Left Foot Forward spoke to Catholic Voice writer and speaker Peter D. Williams about the challenges ahead for the new pontiff.
Catholic Voices writer and speaker Peter D. Williams spoke to Left Foot Forward about the challenges facing the new Pope.
1. Governance. One of the things the cardinals will be thinking about is governance of the church. Quite a few people have said the Roman Curia is not doing its job properly. It’s got lots of problems with efficiency and what we need is a new administrator who will really take these problems in hand and make the church much more efficient.
2. Public worship. Over the last 40 years there has been a lot of really bad liturgy. It’s been really quite naff and it’s put a lot of people off. If you have good liturgy then you have people wanting to go to mass because it’s actually enjoyable and they get a transcendent experience out of it. And that’s something that can quite easily be changed.
3. Church teachings. This has suffered a lot in the last 40 years, and what that’s meant is a lot of people have not been intellectually equipped to be able to answer why they believe x, y and z...The purpose of the church is to evangelise and bring the gospel to all nations. If you don’t know what the faith is, you can’t really propagate it. That leads us on to the next point, which is…
4. Evangelisation. If we have a Pope who is European, one of their central concerns will be to re-evangelize Europe because the view of the church in Europe has been degraded a lot in Europe and there have been a lot of problems…The church needs to more effective at going out and converting people, quite frankly.
5. Effective at dealing with child abuse. I think the last Pope did brilliantly in bringing in new norms on grave offences. The reforms in England and Wales have been excellent, but when it comes to implementing child protection policies around the world this needs to be replicated. The Catholic Church isn’t, contrary to what a lot of people think, a Stalinist regime where the Pope tells everyone what to do in minute detail; it’s actually hugely decentralised. That said, the Vatican does need to make sure every individual bishop is absolutely on board so nothing like this [the child abuse scandal] can ever happen again.
Previously Left Foot Forward looked at the favourites to succeed Pope Benedict XVI.
4 Responses to “Five challenges facing the new Pope”
ed77
Good sensible summary
DGillon
Sadly, this seems to me to miss the point entirely. I still consider myself a Catholic, but the failure of the church to adapt means I now reject the role of the clergy in my Catholicism. Catholicism is, I believe, fundamentally about supporting equality and dignity for all within a religious framework. And our understanding about what that means has evolved considerably over the last century. I cannot support a clergy that does not offer equal rights for all regardless of sex, or sexual orientation, I cannot support a clergy that claims an active Catholic is less suited to be a teacher because their non-Catholic partner happens to be a divorcee, I cannot support a clergy where evidence of hypocrisy at the highest levels is greeted by immediate gagging orders (and I am not solely referring to Cardinal O’Brien, the actions of then Cardinal Ratzinger while head of the Congregation for the Doctrine of the Faith bear examination), I cannot support a clergy which allows those at its highest levels to launch vile attacks on people for their sexuality – a sexuality that is God’s gift, and ultimately, and perhaps most damningly, I consider the clergy’s ongoing condemnation of contraception, even if the face of AIDS in Africa, to have crossed the line into being actively evil.
Western morality has moved beyond the morality of the Catholic clergy, and it is the clergy who have fallen from what is moral, not the laity. The clergy face the choice of recognising their failings, or condemning the Church as currently understood to irrelevance. I am fairly certain they lack the moral courage to choose the former.
Virginia Moffatt
I agree with David. This is NOT what the Church needs at all.
There are many of us who DESPAIR of the leadership which is narrow minded, focussed obsessively on sex (to the detriment of everybody), and so rules based it doesn’t allow for the humanity of its members.
I want a Pope who is tolerant, humble, understands human life is complex and messy, preaches peace and above all is not a hypocrite.
Many think like me as this recent new organisation shows http://www.acalltoaction.org.uk/
frangelico
Very well put. I think that over the coming years people will understand what church teaching is and is not. People will embrace or reject it. The age of claiming to be catholic while defending behaviour which is contrary to church teaching is passing away.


(What you should do) Check every line of the following material for the word "subject", then say how many have it, with no other words.

- - -

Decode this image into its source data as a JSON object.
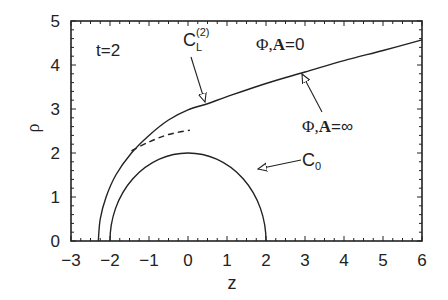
{
  "chart_data": {
    "type": "line",
    "title": "",
    "xlabel": "z",
    "ylabel": "ρ",
    "xlim": [
      -3,
      6
    ],
    "ylim": [
      0,
      5
    ],
    "grid": false,
    "legend": "none",
    "x_ticks": [
      -3,
      -2,
      -1,
      0,
      1,
      2,
      3,
      4,
      5,
      6
    ],
    "y_ticks": [
      0,
      1,
      2,
      3,
      4,
      5
    ],
    "x_tick_labels": [
      "−3",
      "−2",
      "−1",
      "0",
      "1",
      "2",
      "3",
      "4",
      "5",
      "6"
    ],
    "y_tick_labels": [
      "0",
      "1",
      "2",
      "3",
      "4",
      "5"
    ],
    "series": [
      {
        "name": "C_L^(2) (Φ,A=∞ boundary)",
        "style": "solid",
        "points": [
          [
            -2.3,
            0
          ],
          [
            -2.25,
            0.5
          ],
          [
            -2.1,
            1.0
          ],
          [
            -1.85,
            1.5
          ],
          [
            -1.45,
            2.0
          ],
          [
            -1.0,
            2.4
          ],
          [
            -0.5,
            2.75
          ],
          [
            0.0,
            2.98
          ],
          [
            0.5,
            3.12
          ],
          [
            1.0,
            3.28
          ],
          [
            2.0,
            3.58
          ],
          [
            3.0,
            3.84
          ],
          [
            4.0,
            4.1
          ],
          [
            5.0,
            4.33
          ],
          [
            6.0,
            4.57
          ]
        ]
      },
      {
        "name": "dashed branch",
        "style": "dashed",
        "points": [
          [
            -1.45,
            2.05
          ],
          [
            -1.0,
            2.25
          ],
          [
            -0.5,
            2.42
          ],
          [
            0.05,
            2.52
          ]
        ]
      },
      {
        "name": "C_0",
        "style": "solid",
        "shape": "semicircle",
        "center": [
          0,
          0
        ],
        "radius": 2
      }
    ],
    "annotations": [
      {
        "text": "t=2",
        "x": -2.2,
        "y": 4.2
      },
      {
        "text": "C_L^(2)",
        "x": -0.2,
        "y": 4.45,
        "arrow_to": [
          0.45,
          3.1
        ]
      },
      {
        "text": "Φ,A=0",
        "x": 2.6,
        "y": 4.45
      },
      {
        "text": "Φ,A=∞",
        "x": 3.4,
        "y": 2.25,
        "arrow_to": [
          2.95,
          3.82
        ]
      },
      {
        "text": "C_0",
        "x": 3.5,
        "y": 1.92,
        "arrow_to": [
          1.5,
          1.32
        ]
      }
    ]
  },
  "labels": {
    "t_label": "t=2",
    "cl_main": "C",
    "cl_sub": "L",
    "cl_sup": "(2)",
    "phi_zero_phi": "Φ,",
    "phi_zero_A": "A",
    "phi_zero_rest": "=0",
    "phi_inf_phi": "Φ,",
    "phi_inf_A": "A",
    "phi_inf_rest": "=∞",
    "c0_main": "C",
    "c0_sub": "0",
    "xlabel": "z",
    "ylabel": "ρ"
  },
  "colors": {
    "line": "#222222",
    "background": "#ffffff"
  }
}
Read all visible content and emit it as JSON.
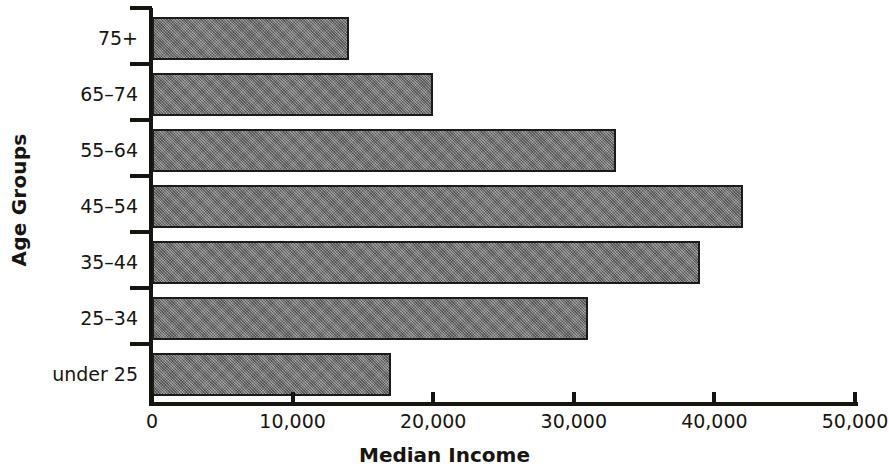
{
  "chart_data": {
    "type": "bar",
    "orientation": "horizontal",
    "title": "",
    "xlabel": "Median Income",
    "ylabel": "Age Groups",
    "categories": [
      "under 25",
      "25–34",
      "35–44",
      "45–54",
      "55–64",
      "65–74",
      "75+"
    ],
    "values": [
      17000,
      31000,
      39000,
      42000,
      33000,
      20000,
      14000
    ],
    "xlim": [
      0,
      50000
    ],
    "xticks": [
      0,
      10000,
      20000,
      30000,
      40000,
      50000
    ],
    "xtick_labels": [
      "0",
      "10,000",
      "20,000",
      "30,000",
      "40,000",
      "50,000"
    ],
    "grid": false,
    "legend": false,
    "bar_fill_color": "#7e7e7e",
    "bar_edge_color": "#1b1b1b",
    "axis_color": "#17150f",
    "background_color": "#ffffff"
  },
  "axes": {
    "y_title": "Age Groups",
    "x_title": "Median Income"
  }
}
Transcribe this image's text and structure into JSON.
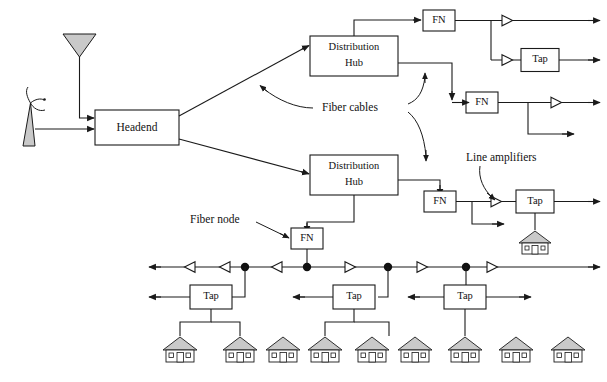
{
  "diagram": {
    "nodes": {
      "headend": "Headend",
      "distribution_hub_upper": "Distribution Hub",
      "distribution_hub_lower": "Distribution Hub",
      "fn_1": "FN",
      "fn_2": "FN",
      "fn_3": "FN",
      "fn_4": "FN",
      "tap_1": "Tap",
      "tap_2": "Tap",
      "tap_3": "Tap",
      "tap_4": "Tap",
      "tap_5": "Tap"
    },
    "annotations": {
      "fiber_cables": "Fiber cables",
      "line_amplifiers": "Line amplifiers",
      "fiber_node": "Fiber node"
    },
    "box_labels": {
      "distribution_line1": "Distribution",
      "distribution_line2": "Hub"
    },
    "colors": {
      "stroke": "#1a1a1a",
      "fill_shape": "#c9c9c9",
      "background": "#ffffff"
    },
    "symbol_counts": {
      "fiber_nodes": 4,
      "taps": 5,
      "houses": 9,
      "line_amplifiers": 9,
      "junction_dots": 4,
      "distribution_hubs": 2,
      "antennas": 2
    }
  }
}
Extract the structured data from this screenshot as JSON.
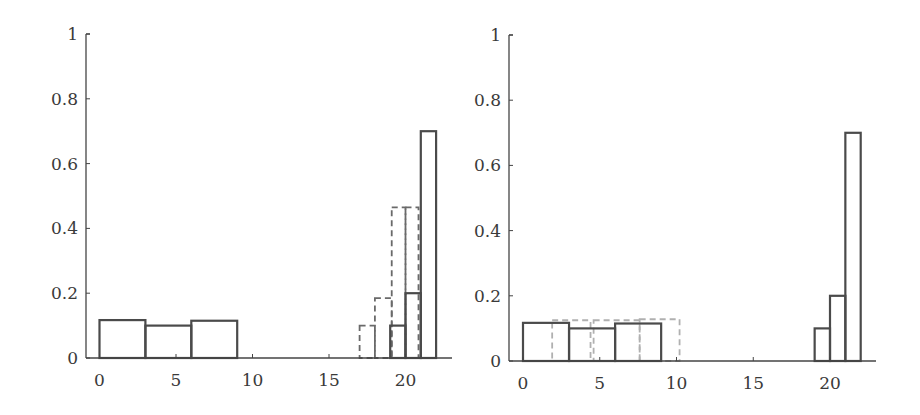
{
  "chart_data": [
    {
      "type": "bar",
      "panel": "left",
      "title": "",
      "xlabel": "",
      "ylabel": "",
      "xlim": [
        -1,
        23
      ],
      "ylim": [
        0,
        1
      ],
      "xticks": [
        "0",
        "5",
        "10",
        "15",
        "20"
      ],
      "yticks": [
        "0",
        "0.2",
        "0.4",
        "0.6",
        "0.8",
        "1"
      ],
      "grid": false,
      "legend": null,
      "series": [
        {
          "name": "solid histogram",
          "style": "solid",
          "color": "#4a4a4a",
          "bins": [
            {
              "x0": 0,
              "x1": 3,
              "value": 0.117
            },
            {
              "x0": 3,
              "x1": 6,
              "value": 0.1
            },
            {
              "x0": 6,
              "x1": 9,
              "value": 0.115
            },
            {
              "x0": 19,
              "x1": 20,
              "value": 0.1
            },
            {
              "x0": 20,
              "x1": 21,
              "value": 0.2
            },
            {
              "x0": 21,
              "x1": 22,
              "value": 0.7
            }
          ]
        },
        {
          "name": "dashed histogram",
          "style": "dashed",
          "color": "#6a6a6a",
          "bins": [
            {
              "x0": 17,
              "x1": 18,
              "value": 0.1
            },
            {
              "x0": 18,
              "x1": 19.1,
              "value": 0.185
            },
            {
              "x0": 19.1,
              "x1": 20,
              "value": 0.465
            },
            {
              "x0": 20,
              "x1": 20.85,
              "value": 0.465
            }
          ]
        }
      ]
    },
    {
      "type": "bar",
      "panel": "right",
      "title": "",
      "xlabel": "",
      "ylabel": "",
      "xlim": [
        -1,
        23
      ],
      "ylim": [
        0,
        1
      ],
      "xticks": [
        "0",
        "5",
        "10",
        "15",
        "20"
      ],
      "yticks": [
        "0",
        "0.2",
        "0.4",
        "0.6",
        "0.8",
        "1"
      ],
      "grid": false,
      "legend": null,
      "series": [
        {
          "name": "solid histogram",
          "style": "solid",
          "color": "#4a4a4a",
          "bins": [
            {
              "x0": 0,
              "x1": 3,
              "value": 0.117
            },
            {
              "x0": 3,
              "x1": 6,
              "value": 0.1
            },
            {
              "x0": 6,
              "x1": 9,
              "value": 0.115
            },
            {
              "x0": 19,
              "x1": 20,
              "value": 0.1
            },
            {
              "x0": 20,
              "x1": 21,
              "value": 0.2
            },
            {
              "x0": 21,
              "x1": 22,
              "value": 0.7
            }
          ]
        },
        {
          "name": "dashed histogram",
          "style": "dashed",
          "color": "#b0b0b0",
          "bins": [
            {
              "x0": 1.9,
              "x1": 4.4,
              "value": 0.125
            },
            {
              "x0": 4.6,
              "x1": 7.6,
              "value": 0.125
            },
            {
              "x0": 7.6,
              "x1": 10.2,
              "value": 0.128
            }
          ]
        }
      ]
    }
  ]
}
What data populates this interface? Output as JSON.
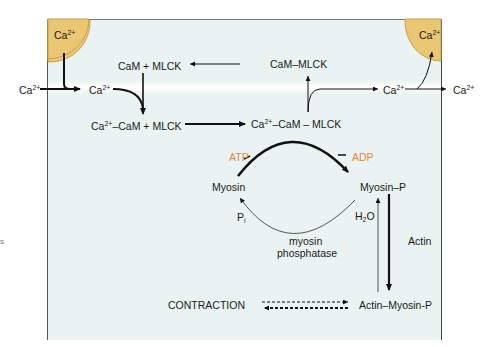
{
  "diagram": {
    "colors": {
      "background": "#eaf3f1",
      "store_fill": "#e9c773",
      "store_stroke": "#c8a04a",
      "highlight_text": "#e0873a",
      "text": "#1a1a1a"
    },
    "stores": [
      {
        "id": "sr-left",
        "label_base": "Ca",
        "label_sup": "2+"
      },
      {
        "id": "sr-right",
        "label_base": "Ca",
        "label_sup": "2+"
      }
    ],
    "labels": {
      "ca_outside_left": {
        "base": "Ca",
        "sup": "2+"
      },
      "ca_inside_left": {
        "base": "Ca",
        "sup": "2+"
      },
      "cam_mlck": "CaM + MLCK",
      "cam_mlck_complex": "CaM–MLCK",
      "ca_cam_plus_mlck": {
        "pre": "Ca",
        "sup": "2+",
        "post": "–CaM + MLCK"
      },
      "ca_cam_mlck": {
        "pre": "Ca",
        "sup": "2+",
        "post": "–CaM – MLCK"
      },
      "ca_inside_right": {
        "base": "Ca",
        "sup": "2+"
      },
      "ca_outside_right": {
        "base": "Ca",
        "sup": "2+"
      },
      "atp": "ATP",
      "adp": "ADP",
      "myosin": "Myosin",
      "myosin_p": "Myosin–P",
      "pi": {
        "base": "P",
        "sub": "i"
      },
      "h2o": {
        "pre": "H",
        "sub": "2",
        "post": "O"
      },
      "myosin_phosphatase_line1": "myosin",
      "myosin_phosphatase_line2": "phosphatase",
      "actin": "Actin",
      "contraction": "CONTRACTION",
      "actin_myosin_p": "Actin–Myosin-P",
      "edge_fragment": "s"
    }
  }
}
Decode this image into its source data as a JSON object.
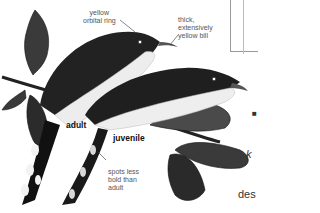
{
  "illustration": {
    "subject": "cuckoo-pair-on-branch",
    "birds": [
      {
        "id": "adult",
        "label": "adult"
      },
      {
        "id": "juvenile",
        "label": "juvenile"
      }
    ]
  },
  "annotations": {
    "orbital_ring": "yellow\norbital ring",
    "bill": "thick,\nextensively\nyellow bill",
    "spots": "spots less\nbold than\nadult"
  },
  "labels": {
    "adult": "adult",
    "juvenile": "juvenile"
  },
  "side_text": {
    "bullet": "■",
    "lines": [
      "k",
      "des",
      "ho",
      "(",
      "",
      "",
      "der",
      "clea"
    ]
  },
  "colors": {
    "ink": "#111111",
    "label_gray": "#555555",
    "leaf_dark": "#2f2f2f",
    "belly": "#f2f2f2"
  }
}
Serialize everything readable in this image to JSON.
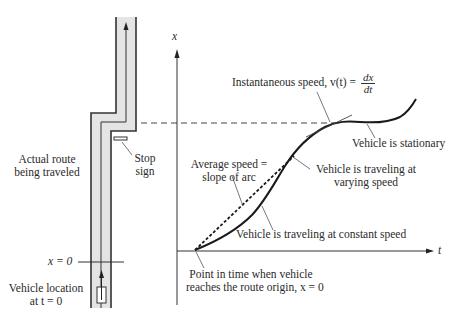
{
  "figure": {
    "route": {
      "label_line1": "Actual route",
      "label_line2": "being traveled",
      "stop_sign_line1": "Stop",
      "stop_sign_line2": "sign",
      "origin_label": "x = 0",
      "vehicle_label_line1": "Vehicle location",
      "vehicle_label_line2": "at t = 0",
      "road_fill": "#e4e4e4",
      "road_edge": "#333333"
    },
    "graph": {
      "y_axis_label": "x",
      "x_axis_label": "t",
      "instantaneous_label": "Instantaneous speed, v(t) = ",
      "derivative_num": "dx",
      "derivative_den": "dt",
      "stationary_label": "Vehicle is stationary",
      "average_line1": "Average speed =",
      "average_line2": "slope of arc",
      "varying_line1": "Vehicle is traveling at",
      "varying_line2": "varying speed",
      "constant_label": "Vehicle is traveling at constant speed",
      "origin_point_line1": "Point in time when vehicle",
      "origin_point_line2": "reaches the route origin, x = 0"
    }
  }
}
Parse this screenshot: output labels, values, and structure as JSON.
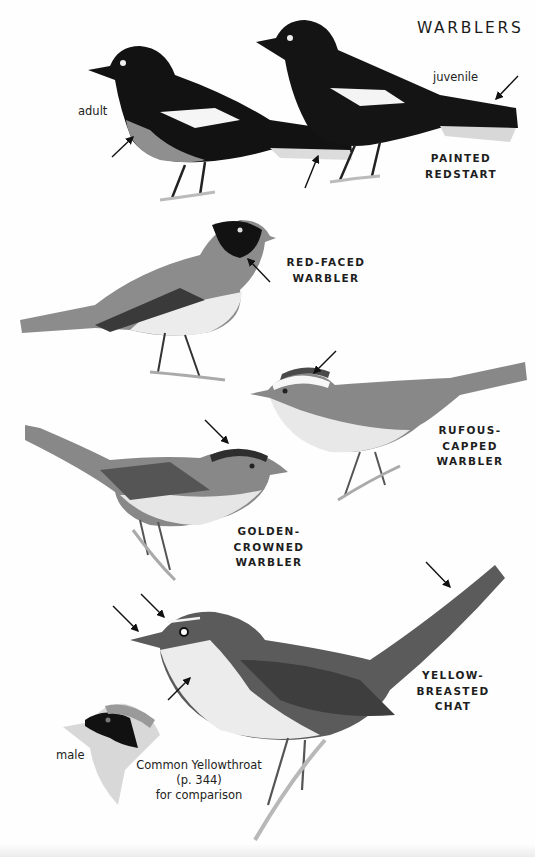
{
  "page": {
    "title": "WARBLERS",
    "species": [
      {
        "id": "painted-redstart",
        "name_lines": [
          "PAINTED",
          "REDSTART"
        ],
        "annotations": [
          "adult",
          "juvenile"
        ]
      },
      {
        "id": "red-faced-warbler",
        "name_lines": [
          "RED-FACED",
          "WARBLER"
        ]
      },
      {
        "id": "rufous-capped-warbler",
        "name_lines": [
          "RUFOUS-",
          "CAPPED",
          "WARBLER"
        ]
      },
      {
        "id": "golden-crowned-warbler",
        "name_lines": [
          "GOLDEN-",
          "CROWNED",
          "WARBLER"
        ]
      },
      {
        "id": "yellow-breasted-chat",
        "name_lines": [
          "YELLOW-",
          "BREASTED",
          "CHAT"
        ]
      }
    ],
    "comparison": {
      "annotation": "male",
      "caption_lines": [
        "Common Yellowthroat",
        "(p. 344)",
        "for comparison"
      ]
    }
  },
  "colors": {
    "background": "#fefefe",
    "ink": "#1e1e1e",
    "black_plumage": "#111111",
    "grey_plumage": "#8a8a8a",
    "light_plumage": "#e2e2e2"
  }
}
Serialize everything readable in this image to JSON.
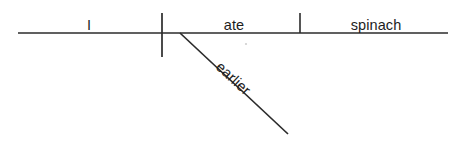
{
  "diagram": {
    "type": "reed-kellogg-sentence-diagram",
    "sentence": "I ate spinach earlier",
    "baseline": {
      "label": "baseline",
      "x1": 18,
      "y1": 33,
      "x2": 448,
      "y2": 33
    },
    "dividers": [
      {
        "name": "subject-verb-divider",
        "description": "full vertical line separating subject from verb",
        "x": 162,
        "y1": 13,
        "y2": 57
      },
      {
        "name": "verb-object-divider",
        "description": "short vertical line above baseline separating verb from direct object",
        "x": 300,
        "y1": 13,
        "y2": 33
      }
    ],
    "modifier_line": {
      "name": "adverb-slant-line",
      "x1": 180,
      "y1": 33,
      "x2": 288,
      "y2": 134
    },
    "words": [
      {
        "id": "subject",
        "text": "I",
        "role": "subject",
        "x": 89,
        "y": 30,
        "anchor": "middle",
        "rotation": 0
      },
      {
        "id": "verb",
        "text": "ate",
        "role": "verb",
        "x": 234,
        "y": 30,
        "anchor": "middle",
        "rotation": 0
      },
      {
        "id": "direct-object",
        "text": "spinach",
        "role": "direct object",
        "x": 376,
        "y": 30,
        "anchor": "middle",
        "rotation": 0
      },
      {
        "id": "adverb",
        "text": "earlier",
        "role": "adverb modifier",
        "x": 215,
        "y": 68,
        "anchor": "start",
        "rotation": 43
      }
    ],
    "colors": {
      "ink": "#2b2b2b",
      "text": "#1d1d1d",
      "background": "#ffffff",
      "speck": "#cfcfcf"
    },
    "artifact": {
      "name": "scan-speck",
      "x": 246,
      "y": 44,
      "r": 1.1
    }
  }
}
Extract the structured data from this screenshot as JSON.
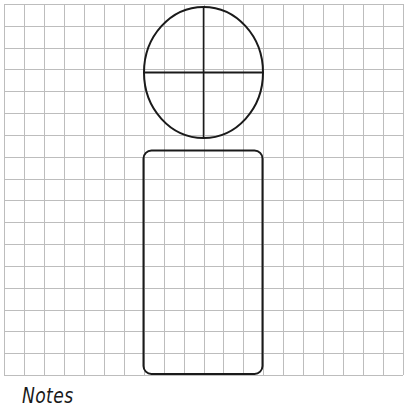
{
  "grid": {
    "left": 4,
    "top": 4,
    "right": 403,
    "bottom": 375,
    "columns": 20,
    "rows": 17,
    "line_color": "#bdbdbd"
  },
  "shapes": {
    "head": {
      "cx": 203.5,
      "cy": 72.5,
      "rx": 59.5,
      "ry": 65.5,
      "stroke": "#1a1a1a"
    },
    "head_crosshair": {
      "stroke": "#1a1a1a"
    },
    "body": {
      "x": 143.5,
      "y": 150.5,
      "width": 119,
      "height": 223.5,
      "radius": 8,
      "stroke": "#1a1a1a"
    }
  },
  "labels": {
    "notes": "Notes"
  }
}
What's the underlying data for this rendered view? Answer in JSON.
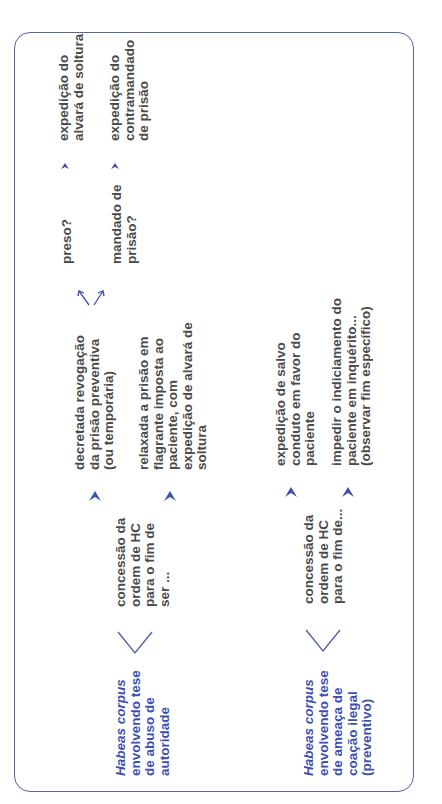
{
  "diagram": {
    "border_color": "#5560a8",
    "accent_color": "#3c4fb4",
    "text_color": "#4a4a4a",
    "branches": [
      {
        "id": "abuso",
        "root": {
          "italic": "Habeas corpus",
          "rest": "\nenvolvendo tese\nde abuso de\nautoridade"
        },
        "connector": "concessão da\nordem de HC\npara o fim de\nser ...",
        "outcomes": [
          {
            "text": "decretada revogação\nda prisão preventiva\n(ou temporária)",
            "sub_branches": [
              {
                "question": "preso?",
                "result": "expedição do\nalvará de soltura"
              },
              {
                "question": "mandado de\nprisão?",
                "result": "expedição do\ncontramandado\nde prisão"
              }
            ]
          },
          {
            "text": "relaxada a prisão em\nflagrante imposta ao\npaciente, com\nexpedição de alvará de\nsoltura"
          }
        ]
      },
      {
        "id": "preventivo",
        "root": {
          "italic": "Habeas corpus",
          "rest": "\nenvolvendo tese\nde ameaça de\ncoação ilegal\n(preventivo)"
        },
        "connector": "concessão da\nordem de HC\npara o fim de...",
        "outcomes": [
          {
            "text": "expedição de salvo\nconduto em favor do\npaciente"
          },
          {
            "text": "impedir o indiciamento do\npaciente em inquérito...\n(observar fim específico)"
          }
        ]
      }
    ]
  }
}
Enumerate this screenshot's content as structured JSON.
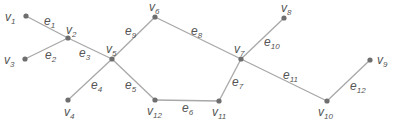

- - -

(Exercise response) 5